Pixel coordinate grounding data
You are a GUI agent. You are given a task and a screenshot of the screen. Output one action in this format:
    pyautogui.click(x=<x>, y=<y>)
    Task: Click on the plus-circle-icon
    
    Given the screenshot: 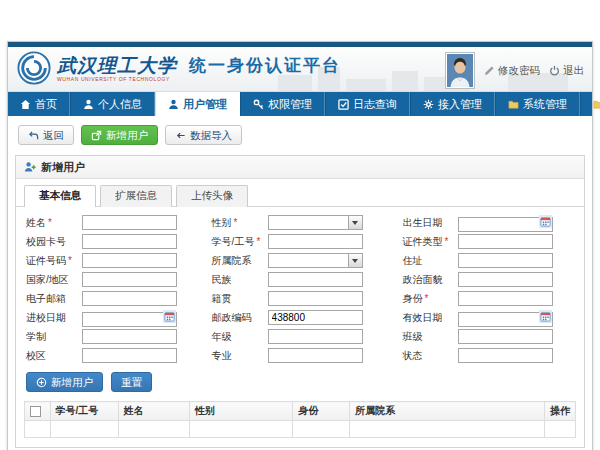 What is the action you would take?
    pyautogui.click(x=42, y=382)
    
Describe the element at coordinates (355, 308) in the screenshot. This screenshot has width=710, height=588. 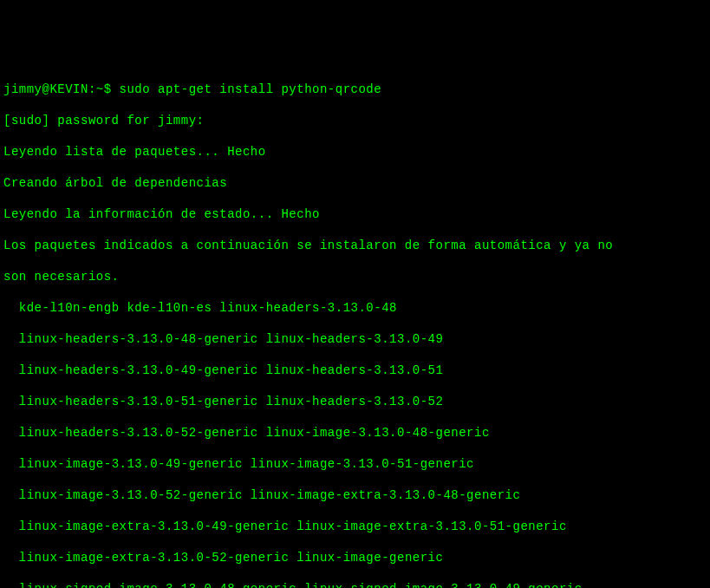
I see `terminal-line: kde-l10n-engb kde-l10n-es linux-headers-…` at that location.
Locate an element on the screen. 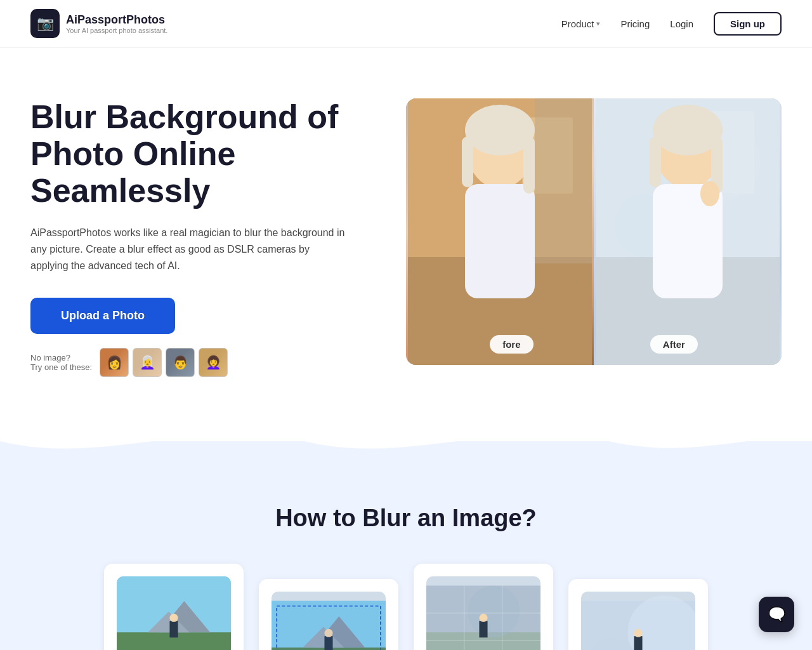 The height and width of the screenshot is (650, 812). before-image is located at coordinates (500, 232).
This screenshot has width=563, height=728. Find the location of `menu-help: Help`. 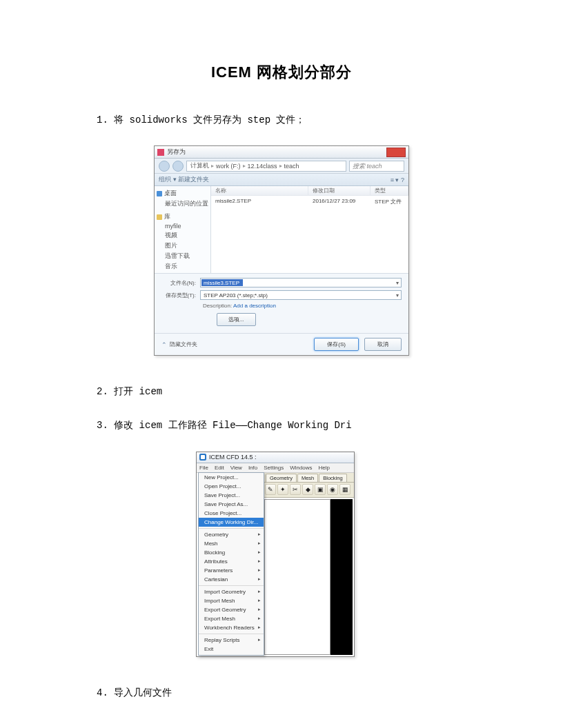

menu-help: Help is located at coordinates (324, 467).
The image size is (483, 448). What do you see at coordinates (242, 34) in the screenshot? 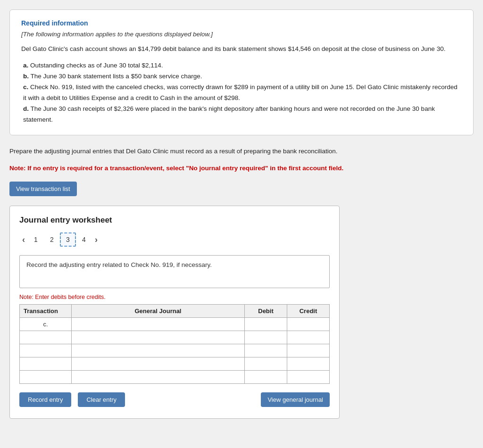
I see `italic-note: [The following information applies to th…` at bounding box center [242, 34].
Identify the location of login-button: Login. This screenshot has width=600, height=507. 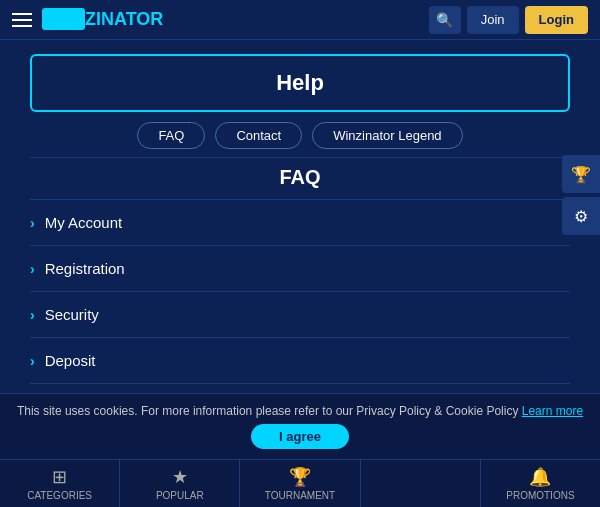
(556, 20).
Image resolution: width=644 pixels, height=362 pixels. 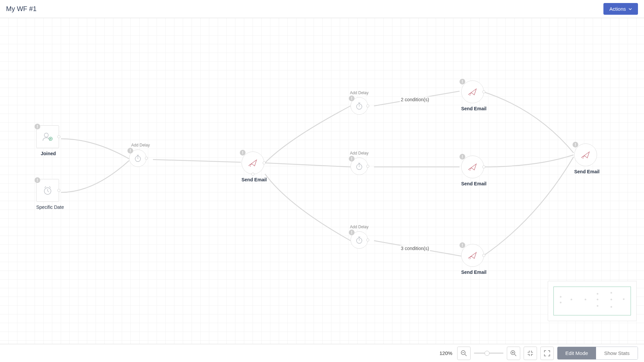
---
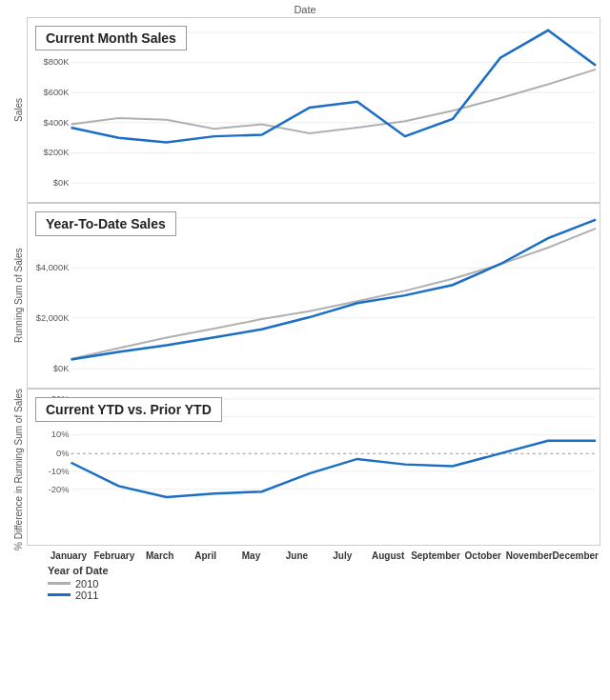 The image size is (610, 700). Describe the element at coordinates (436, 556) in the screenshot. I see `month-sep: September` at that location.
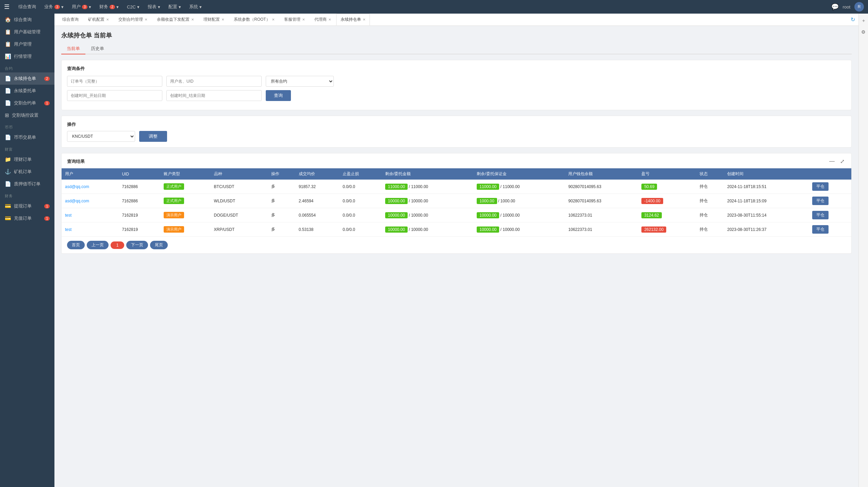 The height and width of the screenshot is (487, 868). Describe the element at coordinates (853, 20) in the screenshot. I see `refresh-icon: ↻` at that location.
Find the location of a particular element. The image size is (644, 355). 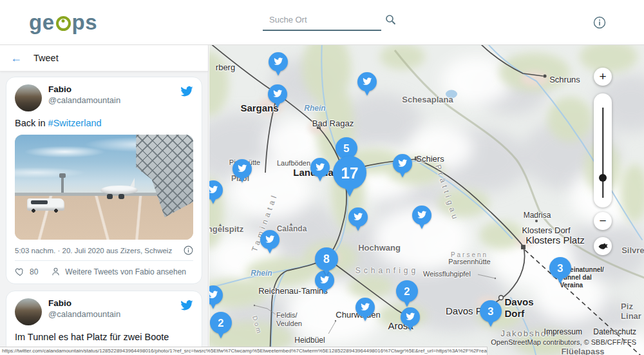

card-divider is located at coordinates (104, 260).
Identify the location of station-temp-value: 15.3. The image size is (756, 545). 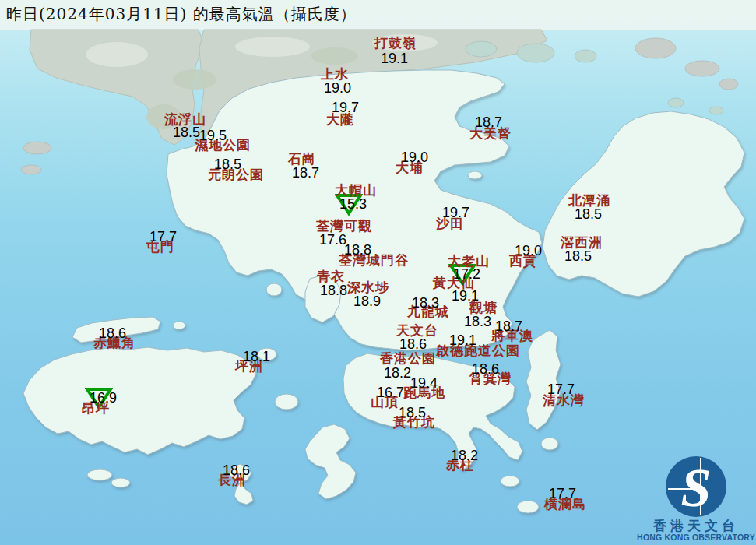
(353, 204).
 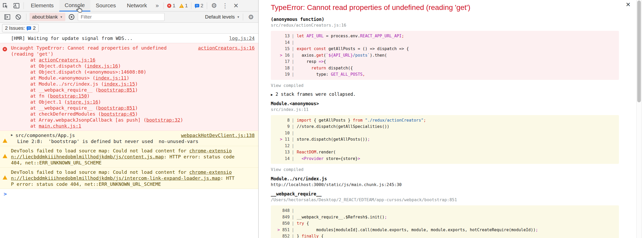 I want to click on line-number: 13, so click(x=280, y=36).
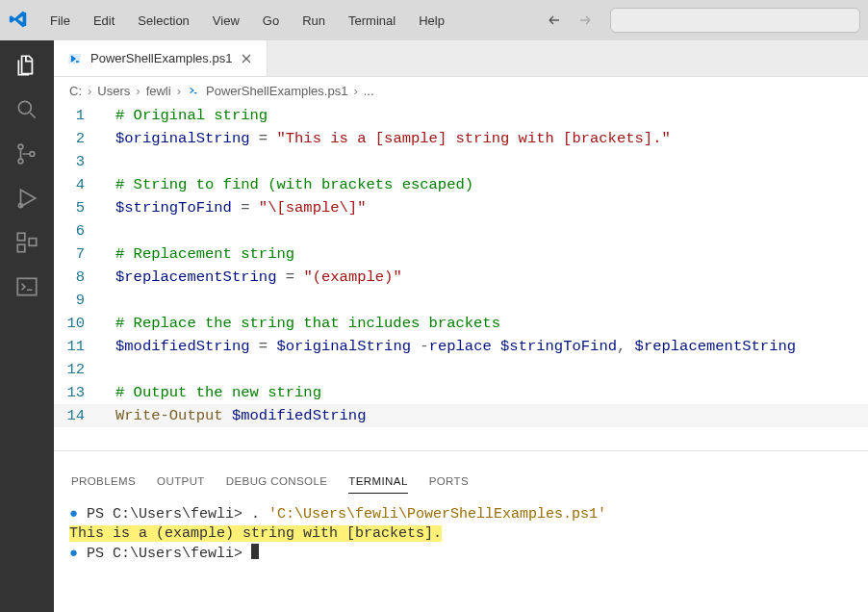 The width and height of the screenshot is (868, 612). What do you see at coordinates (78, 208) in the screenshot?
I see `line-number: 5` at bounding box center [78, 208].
...
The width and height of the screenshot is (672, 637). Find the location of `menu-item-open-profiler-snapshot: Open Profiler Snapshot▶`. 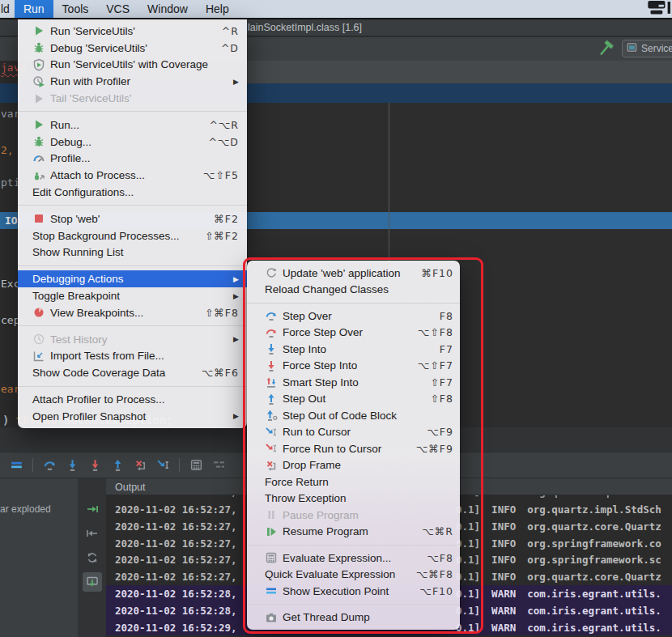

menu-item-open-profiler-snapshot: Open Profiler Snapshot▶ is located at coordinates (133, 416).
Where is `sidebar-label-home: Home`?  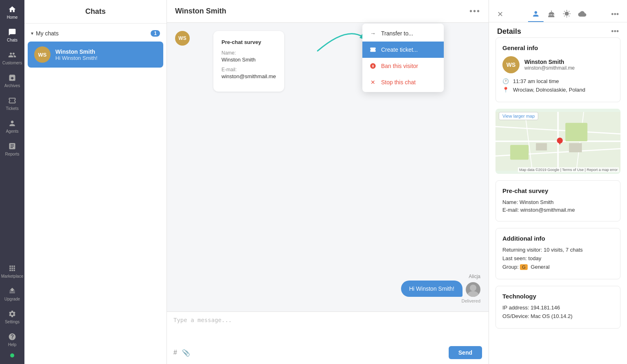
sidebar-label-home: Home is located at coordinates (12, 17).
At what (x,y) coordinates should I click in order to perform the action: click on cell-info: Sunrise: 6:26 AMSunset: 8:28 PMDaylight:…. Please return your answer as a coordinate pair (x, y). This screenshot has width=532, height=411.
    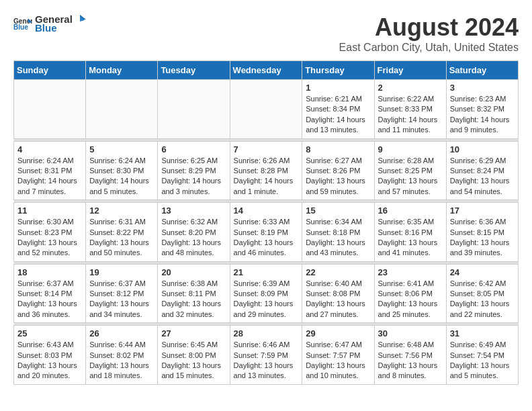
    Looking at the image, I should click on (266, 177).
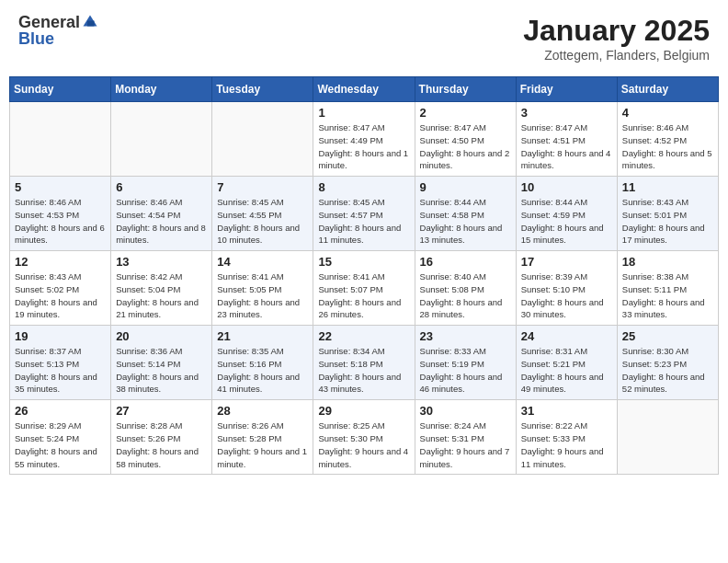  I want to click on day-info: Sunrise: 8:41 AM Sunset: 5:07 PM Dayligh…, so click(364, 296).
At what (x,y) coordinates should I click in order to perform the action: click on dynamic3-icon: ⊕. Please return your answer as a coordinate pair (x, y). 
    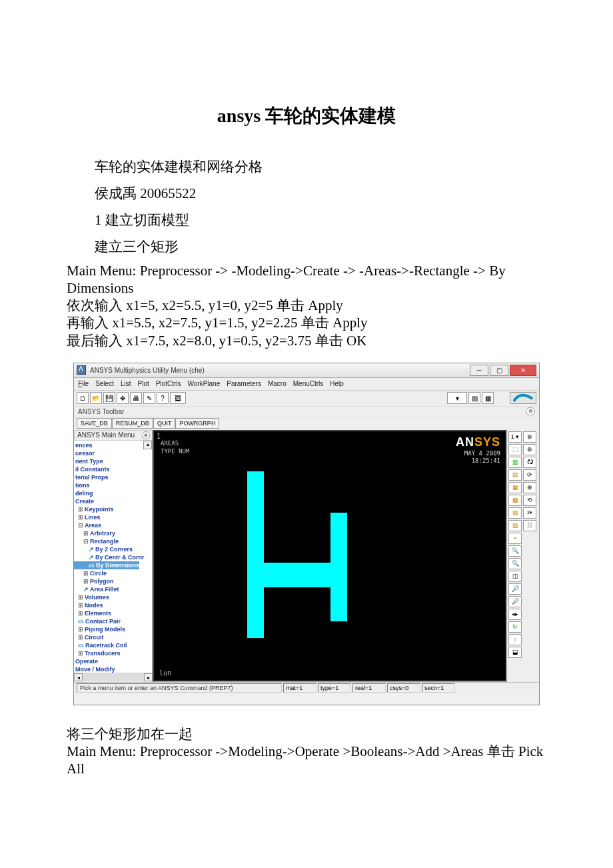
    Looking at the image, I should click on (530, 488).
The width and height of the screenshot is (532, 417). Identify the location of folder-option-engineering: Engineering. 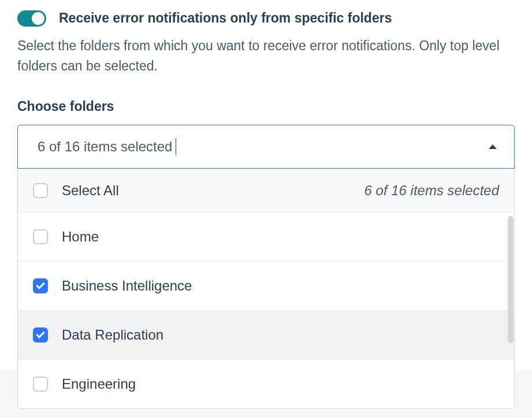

What this task involves:
Of the lines above, copy only those from the one holding "Identify the location of login-button: Login." to the one holding "Image resolution: width=644", both included, and exclude every image.

Answer box:
Identify the location of login-button: Login. This screenshot has width=600, height=507. 
(556, 20).
Image resolution: width=644 pixels, height=362 pixels. 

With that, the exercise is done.